Sunday, September 27, 2009

For 3rd-years (9th graders)

I just sat here for about and hour looking around, staring at the 3rd-year textbook, surfing over websites, and brainstorming. I have at last come up with what I think would be a really fun idea for the third-year class to use the points I am supposed to cover. For now I'll call it "my-friends Bingo charades" for the first (present active participles - verbal adjectives), and "Dutch auction" for the second (perfect passive participles - more verbal adjectives).

But I really don't think both activities will fit into the time I have, in addition to the reading and translating the lesson.

Woe.

Now, I may choose one. The problem is, I think I am supposed to teach both points.

For the first game, each student would fill in a 4x4 bingo board with classmates' names (plus me, if not enough kids). Then, each student would draw a random a slip of paper with a command on it, but not show it to the other kids. I would draw one at a time, slips of the same commands.. so I would pull "bow to Nakata-sensei," and the kid with that slip would do the action. Everyone else would mark that kid off their bingo board and we all say "The person bowing to Nakata-sensei is ____." Whoever gets bingo first wins, but has to tell me each of the people's attributes in sentence form (tense notwithstanding). So, "The person bowing to Nakata-sensei is.... the boy reading a book is.... the girl playing a video game is.... " etc.

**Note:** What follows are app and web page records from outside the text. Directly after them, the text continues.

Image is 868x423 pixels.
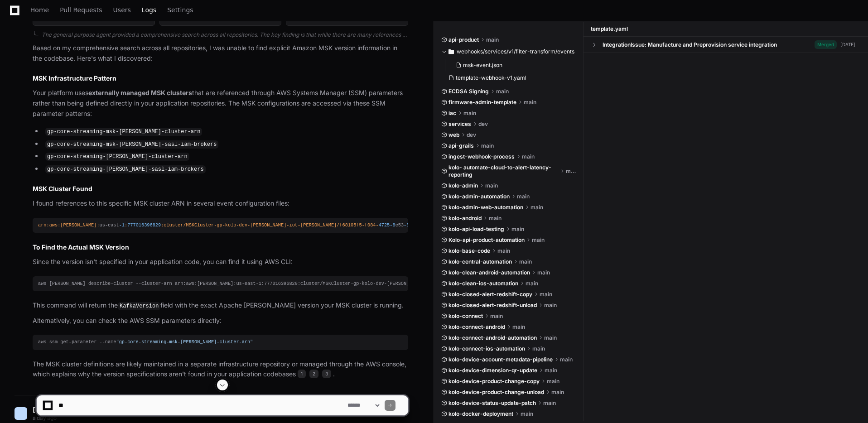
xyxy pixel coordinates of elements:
span: Kolo-api-product-automation [449,237,525,244]
span: 4725 [378,223,390,228]
strong: externally managed MSK clusters [89,89,192,96]
span: 777016396829 [127,223,161,228]
button: webhooks/services/v1/filter-transform/events [441,44,577,59]
span: kolo-device-product-change-copy [449,378,540,385]
span: arn: [38,223,49,228]
p: Alternatively, you can check the AWS SSM parameters directly: [33,316,408,327]
span: main [532,237,545,244]
div: IntegrationIssue: Manufacture and Preprovision service integration [603,41,777,49]
span: main [489,215,501,222]
span: :cluster/MSKCluster-gp-kolo-dev-[PERSON_NAME]-iot-[PERSON_NAME]/f68105f5-f084- [161,223,378,228]
span: 2 [310,370,318,379]
span: webhooks/services/v1/filter-transform/events [457,48,574,55]
span: -1 [119,223,125,228]
span: Home [30,8,49,13]
span: main [544,302,557,309]
p: The MSK cluster definitions are likely maintained in a separate infrastructure repository or mana... [33,359,408,380]
span: main [464,110,476,117]
code: gp-core-streaming-msk-[PERSON_NAME]-sasl-iam-brokers [45,141,218,149]
span: kolo-base-code [449,247,490,255]
span: api-grails [449,142,474,150]
span: kolo-closed-alert-redshift-copy [449,291,532,298]
span: main [481,142,494,150]
span: kolo-connect [449,312,483,320]
h2: To Find the Actual MSK Version [33,243,408,252]
span: kolo-device-dimension-qr-update [449,367,537,374]
button: msk-event.json [452,59,571,72]
span: [PERSON_NAME]: [60,223,100,228]
span: aws: [49,223,61,228]
span: kolo-connect-android-automation [449,334,537,342]
span: main [512,323,525,331]
p: Based on my comprehensive search across all repositories, I was unable to find explicit Amazon MS... [33,43,408,64]
div: us-east e53 eb11155550 [38,222,403,230]
span: main [519,258,532,266]
span: template.yaml [591,25,628,33]
svg: Directory [449,46,454,57]
span: kolo-admin-automation [449,193,510,200]
span: main [540,291,552,298]
span: 3 [322,370,331,379]
h2: MSK Infrastructure Pattern [33,74,408,83]
span: kolo- automate-cloud-to-alert-latency-reporting [449,164,558,178]
span: msk-event.json [463,62,502,69]
div: [DATE] [840,41,855,48]
span: kolo-api-load-testing [449,226,504,233]
code: gp-core-streaming-msk-[PERSON_NAME]-cluster-arn [45,128,202,136]
span: Logs [141,8,157,13]
div: aws [PERSON_NAME] describe-cluster --cluster-arn arn:aws:[PERSON_NAME]:us-east-1:777016396829:clu... [38,280,403,288]
button: template-webhook-v1.yaml [444,72,571,85]
span: main [517,193,530,200]
span: Users [113,8,131,13]
div: aws ssm get-parameter --name [38,338,403,346]
span: dev [479,121,488,128]
code: gp-core-streaming-[PERSON_NAME]-sasl-iam-brokers [45,166,206,173]
span: "gp-core-streaming-msk-[PERSON_NAME]-cluster-arn" [116,339,254,345]
span: services [449,121,471,128]
span: iac [449,110,456,117]
span: main [537,269,550,276]
h2: MSK Cluster Found [33,184,408,193]
span: main [531,204,543,211]
span: main [544,334,557,342]
p: This command will return the field with the exact Apache [PERSON_NAME] version your MSK cluster i... [33,301,408,312]
p: Since the version isn't specified in your application code, you can find it using AWS CLI: [33,257,408,267]
span: api-product [449,36,479,44]
span: Pull Requests [59,8,102,13]
span: main [547,378,559,385]
span: main [485,183,498,189]
p: I found references to this specific MSK cluster ARN in several event configuration files: [33,199,408,209]
span: main [496,88,509,95]
span: main [521,153,535,161]
span: kolo-admin-web-automation [449,204,523,211]
span: main [497,247,510,255]
span: kolo-connect-ios-automation [449,345,525,353]
span: main [560,356,573,364]
span: kolo-connect-android [449,323,505,331]
code: gp-core-streaming-[PERSON_NAME]-cluster-arn [45,152,189,161]
span: main [486,36,499,44]
span: Merged [814,40,837,49]
span: ingest-webhook-process [449,153,515,161]
span: kolo-device-account-metadata-pipeline [449,356,552,364]
span: main [511,226,524,233]
span: -80 [403,223,412,228]
span: ECDSA Signing [449,88,489,95]
span: web [449,132,460,139]
span: main [526,280,538,287]
span: main [545,367,557,374]
span: kolo-closed-alert-redshift-unload [449,302,537,309]
span: Settings [167,8,193,13]
span: kolo-central-automation [449,258,512,266]
span: dev [466,132,476,139]
p: Your platform uses that are referenced through AWS Systems Manager (SSM) parameters rather than b... [33,88,408,119]
code: KafkaVersion [118,302,161,311]
span: firmware-admin-template [449,99,516,106]
span: kolo-clean-android-automation [449,269,530,276]
span: main [490,312,503,320]
span: 1 [298,370,306,379]
span: kolo-clean-ios-automation [449,280,518,287]
div: The general purpose agent provided a comprehensive search across all repositories. The key findin... [42,31,408,39]
span: -8 [389,223,395,228]
span: main [532,345,545,353]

The Dutch auction is like something I played once at a camp. The "auctioneer" describes an item and then a representative from each group runs that item up, a point going to the first team to bring the correct kind of item. So, I would say "I want a book written by John Buchan," or "I want a pencil made in Japan." The trick should be more about recognizing the differences in similar items.. so I'm bringing in some little books I snagged for free from Tokyo orientation by different authors and giving every group a copy of each of several, so they can't just bring me any old book.. it has to be "written by..." or whatever. Some of them they can produce on the spot, like "I want a student's name written in cursive."

If you have a vote for which of these points is more important, or which of these games is more fun, let me know so I can lean toward that tomorrow morning.